Following this week’s hearings, there is a distinct nervousness in ruling circles in Washington and Baghdad that the trial has not turned out as the political triumph it was meant to be. Despite the efforts by US and Iraqi officials to control proceedings and the media coverage, Hussein has refused to be cowed, demonstrating his contempt for the legal fraud. In an Iraqi population overwhelmingly hostile to the US occupation, his stance has resonated, including grudgingly among those who suffered under his regime.

Vice President Ghazi al-Yawar openly expressed his alarm that Hussein had turned the trial into a rallying point for anti-US sentiment. “This has become a platform for Saddam to show himself as a caged lion when really he was a mouse in a hole,” he told the media. “I don’t know who is the genius who is producing this farce. It’s a political process. It’s a comedy show. I don’t know what this is.”
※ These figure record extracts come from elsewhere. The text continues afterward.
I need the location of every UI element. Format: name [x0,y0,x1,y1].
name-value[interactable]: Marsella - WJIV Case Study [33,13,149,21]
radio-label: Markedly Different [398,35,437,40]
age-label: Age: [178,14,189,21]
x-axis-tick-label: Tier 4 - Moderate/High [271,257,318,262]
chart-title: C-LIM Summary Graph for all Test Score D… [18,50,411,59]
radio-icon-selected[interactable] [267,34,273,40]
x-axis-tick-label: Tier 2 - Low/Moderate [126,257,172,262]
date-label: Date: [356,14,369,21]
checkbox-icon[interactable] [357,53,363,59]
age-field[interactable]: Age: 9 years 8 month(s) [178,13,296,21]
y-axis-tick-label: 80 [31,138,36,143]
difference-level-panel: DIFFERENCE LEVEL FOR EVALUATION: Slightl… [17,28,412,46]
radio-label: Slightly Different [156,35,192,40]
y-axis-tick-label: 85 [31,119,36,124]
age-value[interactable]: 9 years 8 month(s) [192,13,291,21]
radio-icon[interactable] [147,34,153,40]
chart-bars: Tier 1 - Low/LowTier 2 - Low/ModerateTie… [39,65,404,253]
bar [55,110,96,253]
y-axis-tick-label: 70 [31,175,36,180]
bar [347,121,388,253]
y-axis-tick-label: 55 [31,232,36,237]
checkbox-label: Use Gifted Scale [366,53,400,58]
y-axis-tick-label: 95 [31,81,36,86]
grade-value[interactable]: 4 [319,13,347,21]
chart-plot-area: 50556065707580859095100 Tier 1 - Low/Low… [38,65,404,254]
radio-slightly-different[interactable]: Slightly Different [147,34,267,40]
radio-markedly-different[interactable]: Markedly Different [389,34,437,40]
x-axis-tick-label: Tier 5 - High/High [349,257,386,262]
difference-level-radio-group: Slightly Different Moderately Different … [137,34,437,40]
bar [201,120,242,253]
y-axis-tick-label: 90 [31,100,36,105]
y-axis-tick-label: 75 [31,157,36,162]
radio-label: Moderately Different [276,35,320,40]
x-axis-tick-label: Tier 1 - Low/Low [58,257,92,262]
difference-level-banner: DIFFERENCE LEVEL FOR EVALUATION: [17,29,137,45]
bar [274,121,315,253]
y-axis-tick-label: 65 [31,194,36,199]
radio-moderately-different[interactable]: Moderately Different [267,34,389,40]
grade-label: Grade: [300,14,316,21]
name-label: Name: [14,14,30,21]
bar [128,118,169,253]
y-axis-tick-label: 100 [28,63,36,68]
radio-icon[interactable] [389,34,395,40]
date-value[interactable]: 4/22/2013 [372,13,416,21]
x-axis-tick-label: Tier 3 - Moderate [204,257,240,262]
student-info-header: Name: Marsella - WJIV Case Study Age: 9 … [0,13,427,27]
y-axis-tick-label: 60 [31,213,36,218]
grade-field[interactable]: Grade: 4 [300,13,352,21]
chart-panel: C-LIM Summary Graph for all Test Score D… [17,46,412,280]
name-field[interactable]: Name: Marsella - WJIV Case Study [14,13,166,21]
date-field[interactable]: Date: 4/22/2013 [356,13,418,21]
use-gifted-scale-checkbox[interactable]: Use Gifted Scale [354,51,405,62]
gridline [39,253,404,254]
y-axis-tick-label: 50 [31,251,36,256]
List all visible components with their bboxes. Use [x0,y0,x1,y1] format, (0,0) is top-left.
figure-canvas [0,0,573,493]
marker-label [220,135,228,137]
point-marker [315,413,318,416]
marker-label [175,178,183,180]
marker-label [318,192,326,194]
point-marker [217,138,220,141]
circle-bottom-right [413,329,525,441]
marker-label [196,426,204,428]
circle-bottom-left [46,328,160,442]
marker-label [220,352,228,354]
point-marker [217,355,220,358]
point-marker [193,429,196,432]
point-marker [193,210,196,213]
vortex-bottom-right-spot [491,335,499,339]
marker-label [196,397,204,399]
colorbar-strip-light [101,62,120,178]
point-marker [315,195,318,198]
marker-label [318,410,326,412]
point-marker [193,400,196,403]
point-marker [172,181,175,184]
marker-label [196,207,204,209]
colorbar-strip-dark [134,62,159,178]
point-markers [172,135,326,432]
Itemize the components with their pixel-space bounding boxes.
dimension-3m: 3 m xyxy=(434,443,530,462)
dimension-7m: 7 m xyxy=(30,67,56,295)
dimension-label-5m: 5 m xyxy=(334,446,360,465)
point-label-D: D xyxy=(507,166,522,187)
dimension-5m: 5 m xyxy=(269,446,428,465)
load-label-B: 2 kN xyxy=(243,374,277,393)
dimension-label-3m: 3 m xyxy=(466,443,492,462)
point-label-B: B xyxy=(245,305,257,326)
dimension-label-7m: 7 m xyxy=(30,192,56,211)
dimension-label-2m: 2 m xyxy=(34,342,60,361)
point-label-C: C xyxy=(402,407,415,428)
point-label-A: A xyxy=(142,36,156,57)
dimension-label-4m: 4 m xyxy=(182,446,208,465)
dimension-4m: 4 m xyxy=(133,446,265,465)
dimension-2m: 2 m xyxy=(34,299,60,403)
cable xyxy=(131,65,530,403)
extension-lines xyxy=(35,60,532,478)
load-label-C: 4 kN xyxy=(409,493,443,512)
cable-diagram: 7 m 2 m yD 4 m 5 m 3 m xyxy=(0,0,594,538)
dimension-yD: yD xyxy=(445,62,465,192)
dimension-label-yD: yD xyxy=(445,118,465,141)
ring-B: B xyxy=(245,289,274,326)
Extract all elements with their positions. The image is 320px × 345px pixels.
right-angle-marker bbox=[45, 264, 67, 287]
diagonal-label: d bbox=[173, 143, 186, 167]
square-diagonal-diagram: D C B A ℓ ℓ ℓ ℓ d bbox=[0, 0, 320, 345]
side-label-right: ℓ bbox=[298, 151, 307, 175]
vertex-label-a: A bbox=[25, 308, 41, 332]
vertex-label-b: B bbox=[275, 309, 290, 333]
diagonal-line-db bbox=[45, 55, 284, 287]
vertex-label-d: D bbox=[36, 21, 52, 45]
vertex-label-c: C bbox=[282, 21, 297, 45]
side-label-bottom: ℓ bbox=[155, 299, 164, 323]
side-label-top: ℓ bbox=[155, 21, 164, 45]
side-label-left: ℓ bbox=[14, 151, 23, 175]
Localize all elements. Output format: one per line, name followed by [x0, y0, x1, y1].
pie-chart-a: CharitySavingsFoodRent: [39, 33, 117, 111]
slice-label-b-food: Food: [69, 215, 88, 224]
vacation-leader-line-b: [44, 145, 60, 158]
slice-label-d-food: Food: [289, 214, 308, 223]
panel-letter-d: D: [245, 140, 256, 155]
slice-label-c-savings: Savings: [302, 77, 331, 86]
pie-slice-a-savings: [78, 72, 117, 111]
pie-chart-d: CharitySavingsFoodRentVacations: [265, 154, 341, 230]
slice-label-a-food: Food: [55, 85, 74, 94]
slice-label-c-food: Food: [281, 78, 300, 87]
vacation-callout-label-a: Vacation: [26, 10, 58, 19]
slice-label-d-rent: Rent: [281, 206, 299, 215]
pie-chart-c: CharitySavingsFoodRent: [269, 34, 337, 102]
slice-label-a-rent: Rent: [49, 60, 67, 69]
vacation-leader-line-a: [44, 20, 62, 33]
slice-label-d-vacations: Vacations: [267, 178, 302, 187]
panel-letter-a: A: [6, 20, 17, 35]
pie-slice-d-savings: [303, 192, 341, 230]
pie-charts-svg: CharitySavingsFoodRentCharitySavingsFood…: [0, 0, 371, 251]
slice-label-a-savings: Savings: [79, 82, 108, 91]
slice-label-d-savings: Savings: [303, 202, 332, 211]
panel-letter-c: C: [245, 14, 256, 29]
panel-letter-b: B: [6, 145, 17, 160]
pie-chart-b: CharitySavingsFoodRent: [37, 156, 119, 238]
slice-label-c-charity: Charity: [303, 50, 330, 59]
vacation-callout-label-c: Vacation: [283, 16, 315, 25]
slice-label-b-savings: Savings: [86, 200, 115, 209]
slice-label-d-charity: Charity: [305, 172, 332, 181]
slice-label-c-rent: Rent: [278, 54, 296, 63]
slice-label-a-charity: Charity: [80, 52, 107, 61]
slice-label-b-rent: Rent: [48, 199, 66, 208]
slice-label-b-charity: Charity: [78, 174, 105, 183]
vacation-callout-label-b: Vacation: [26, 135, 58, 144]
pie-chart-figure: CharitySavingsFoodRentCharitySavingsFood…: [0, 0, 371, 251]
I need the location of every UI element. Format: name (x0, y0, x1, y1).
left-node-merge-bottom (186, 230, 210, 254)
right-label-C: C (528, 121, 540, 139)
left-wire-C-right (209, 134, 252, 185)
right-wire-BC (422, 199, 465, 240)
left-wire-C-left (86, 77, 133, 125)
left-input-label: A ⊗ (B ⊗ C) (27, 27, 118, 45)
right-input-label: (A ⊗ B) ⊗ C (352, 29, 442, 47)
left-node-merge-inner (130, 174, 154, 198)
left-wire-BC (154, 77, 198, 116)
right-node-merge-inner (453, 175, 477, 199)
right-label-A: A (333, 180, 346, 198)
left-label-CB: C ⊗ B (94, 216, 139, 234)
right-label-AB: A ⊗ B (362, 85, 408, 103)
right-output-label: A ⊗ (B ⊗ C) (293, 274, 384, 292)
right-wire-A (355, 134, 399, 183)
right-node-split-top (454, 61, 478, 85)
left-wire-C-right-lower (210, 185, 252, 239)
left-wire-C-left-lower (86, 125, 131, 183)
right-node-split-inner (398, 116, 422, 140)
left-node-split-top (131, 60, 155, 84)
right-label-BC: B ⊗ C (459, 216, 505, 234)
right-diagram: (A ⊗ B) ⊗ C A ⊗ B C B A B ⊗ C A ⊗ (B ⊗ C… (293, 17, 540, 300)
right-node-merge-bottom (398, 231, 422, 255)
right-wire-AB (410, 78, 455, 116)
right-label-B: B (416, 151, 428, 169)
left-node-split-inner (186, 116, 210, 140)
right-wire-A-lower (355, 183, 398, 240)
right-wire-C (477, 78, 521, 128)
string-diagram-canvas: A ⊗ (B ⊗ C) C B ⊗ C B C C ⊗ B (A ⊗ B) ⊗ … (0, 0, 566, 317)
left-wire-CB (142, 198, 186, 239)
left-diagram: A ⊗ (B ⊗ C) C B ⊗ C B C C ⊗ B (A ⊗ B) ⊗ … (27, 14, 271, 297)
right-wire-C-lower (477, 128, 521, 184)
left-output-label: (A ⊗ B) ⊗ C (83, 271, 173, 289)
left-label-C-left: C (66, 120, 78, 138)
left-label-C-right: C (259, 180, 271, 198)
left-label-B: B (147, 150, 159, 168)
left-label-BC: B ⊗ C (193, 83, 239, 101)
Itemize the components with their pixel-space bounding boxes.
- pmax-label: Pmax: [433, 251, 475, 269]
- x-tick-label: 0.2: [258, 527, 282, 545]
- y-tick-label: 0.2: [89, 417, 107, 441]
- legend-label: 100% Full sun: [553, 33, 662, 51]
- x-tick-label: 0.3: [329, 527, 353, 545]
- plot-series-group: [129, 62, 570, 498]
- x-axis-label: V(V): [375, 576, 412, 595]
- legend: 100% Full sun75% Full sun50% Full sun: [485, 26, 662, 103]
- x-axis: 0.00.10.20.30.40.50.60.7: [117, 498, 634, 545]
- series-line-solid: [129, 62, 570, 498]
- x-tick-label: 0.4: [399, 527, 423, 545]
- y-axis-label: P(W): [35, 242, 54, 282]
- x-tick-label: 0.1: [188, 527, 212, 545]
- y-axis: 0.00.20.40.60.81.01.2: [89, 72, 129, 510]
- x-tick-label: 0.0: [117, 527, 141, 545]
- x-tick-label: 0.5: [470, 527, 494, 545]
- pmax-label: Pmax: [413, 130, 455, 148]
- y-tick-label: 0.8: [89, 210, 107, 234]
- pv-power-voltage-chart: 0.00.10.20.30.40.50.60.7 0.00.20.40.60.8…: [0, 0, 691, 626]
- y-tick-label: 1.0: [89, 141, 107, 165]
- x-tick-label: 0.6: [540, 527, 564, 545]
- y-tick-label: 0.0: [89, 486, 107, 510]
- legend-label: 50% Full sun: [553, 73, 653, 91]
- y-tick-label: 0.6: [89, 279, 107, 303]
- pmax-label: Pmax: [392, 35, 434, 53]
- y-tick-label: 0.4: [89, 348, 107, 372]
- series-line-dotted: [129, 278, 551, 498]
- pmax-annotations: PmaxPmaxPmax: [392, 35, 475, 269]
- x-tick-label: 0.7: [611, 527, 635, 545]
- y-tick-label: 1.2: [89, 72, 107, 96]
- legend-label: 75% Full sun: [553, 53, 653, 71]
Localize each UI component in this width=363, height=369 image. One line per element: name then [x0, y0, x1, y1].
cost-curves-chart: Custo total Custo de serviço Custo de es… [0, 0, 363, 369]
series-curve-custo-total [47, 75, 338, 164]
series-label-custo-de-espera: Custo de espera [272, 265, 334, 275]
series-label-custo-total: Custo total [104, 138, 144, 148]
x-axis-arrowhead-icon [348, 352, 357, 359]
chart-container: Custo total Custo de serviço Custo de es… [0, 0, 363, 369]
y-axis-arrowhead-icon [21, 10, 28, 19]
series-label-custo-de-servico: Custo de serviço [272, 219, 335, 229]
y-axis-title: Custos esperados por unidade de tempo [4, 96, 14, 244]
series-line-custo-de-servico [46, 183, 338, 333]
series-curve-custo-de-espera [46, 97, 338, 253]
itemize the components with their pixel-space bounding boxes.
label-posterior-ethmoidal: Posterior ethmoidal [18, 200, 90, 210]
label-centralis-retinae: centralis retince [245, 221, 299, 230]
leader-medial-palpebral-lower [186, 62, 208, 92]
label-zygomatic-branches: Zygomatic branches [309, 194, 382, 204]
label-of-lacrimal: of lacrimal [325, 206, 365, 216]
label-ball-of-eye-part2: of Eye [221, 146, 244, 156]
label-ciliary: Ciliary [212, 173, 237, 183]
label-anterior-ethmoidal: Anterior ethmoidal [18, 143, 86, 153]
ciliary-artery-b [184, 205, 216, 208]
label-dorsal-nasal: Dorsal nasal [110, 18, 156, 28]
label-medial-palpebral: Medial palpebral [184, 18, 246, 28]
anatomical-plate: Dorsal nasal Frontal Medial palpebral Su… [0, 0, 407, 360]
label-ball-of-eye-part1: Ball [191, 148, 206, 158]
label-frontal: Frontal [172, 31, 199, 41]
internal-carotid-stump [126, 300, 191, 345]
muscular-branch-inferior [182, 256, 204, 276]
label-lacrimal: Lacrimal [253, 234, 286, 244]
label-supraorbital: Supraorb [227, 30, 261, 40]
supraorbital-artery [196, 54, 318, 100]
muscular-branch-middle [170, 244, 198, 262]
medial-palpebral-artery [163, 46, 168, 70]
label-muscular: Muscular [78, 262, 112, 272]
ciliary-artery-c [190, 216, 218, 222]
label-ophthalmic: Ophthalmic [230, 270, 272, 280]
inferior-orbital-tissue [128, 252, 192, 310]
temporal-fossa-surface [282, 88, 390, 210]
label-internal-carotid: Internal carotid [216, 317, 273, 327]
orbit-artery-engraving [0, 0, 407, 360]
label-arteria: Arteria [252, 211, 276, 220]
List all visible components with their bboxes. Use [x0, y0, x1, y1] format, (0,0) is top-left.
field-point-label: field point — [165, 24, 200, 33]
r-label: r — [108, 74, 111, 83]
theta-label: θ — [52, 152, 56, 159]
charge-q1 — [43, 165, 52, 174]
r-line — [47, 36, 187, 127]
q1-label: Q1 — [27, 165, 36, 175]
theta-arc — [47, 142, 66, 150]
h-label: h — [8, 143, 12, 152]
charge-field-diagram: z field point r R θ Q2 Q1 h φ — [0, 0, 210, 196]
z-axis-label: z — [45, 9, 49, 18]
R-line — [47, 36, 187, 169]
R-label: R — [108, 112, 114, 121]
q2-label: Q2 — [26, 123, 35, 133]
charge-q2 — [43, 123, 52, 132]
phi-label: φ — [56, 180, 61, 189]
In the US, the conservative Stratfor thinktank voiced concern about the “profound effect” on Iraq’s Sunni population. “Hussein’s defendants have repeatedly called into question the legitimacy of the court, claiming the trial was ‘made in America.’ There also has been a broad campaign to inform Iraqi Sunnis of the alleged mistreatment endured by prisoners and the lack of due process to former Baathist officials since the United States invaded Iraq in March 2003... The court proceedings against Hussein suggest the kind of treatment Sunnis might expect from the ruling government, thus negatively impacting the ongoing negotiations to bring Sunnis into the political fold.”

Writing in the Washington Post, right-wing commentator Charles Krauthammer lambasted the Bush administration for “bungling the trial”. The only purpose of bringing Hussein to court, he declared, was “to demonstrate the justice of a war that stripped this man and his gang of their monstrous and murderous power.” Instead, “we are witness to a political test of wills between the new Iraq represented by an as-yet incompetent legal system and the would-be tyrant-for-life defiantly raising once again the banner of Baathism, on a worldwide stage afforded him by us [emphasis in the original].”

Such comments reflect a fear that the trial is turning into a political disaster. Far from legitimising the US invasion of Iraq, the legal charade in Baghdad has simply underscored the criminal character of the occupation which is being maintained by the very methods employed by the ousted Hussein regime.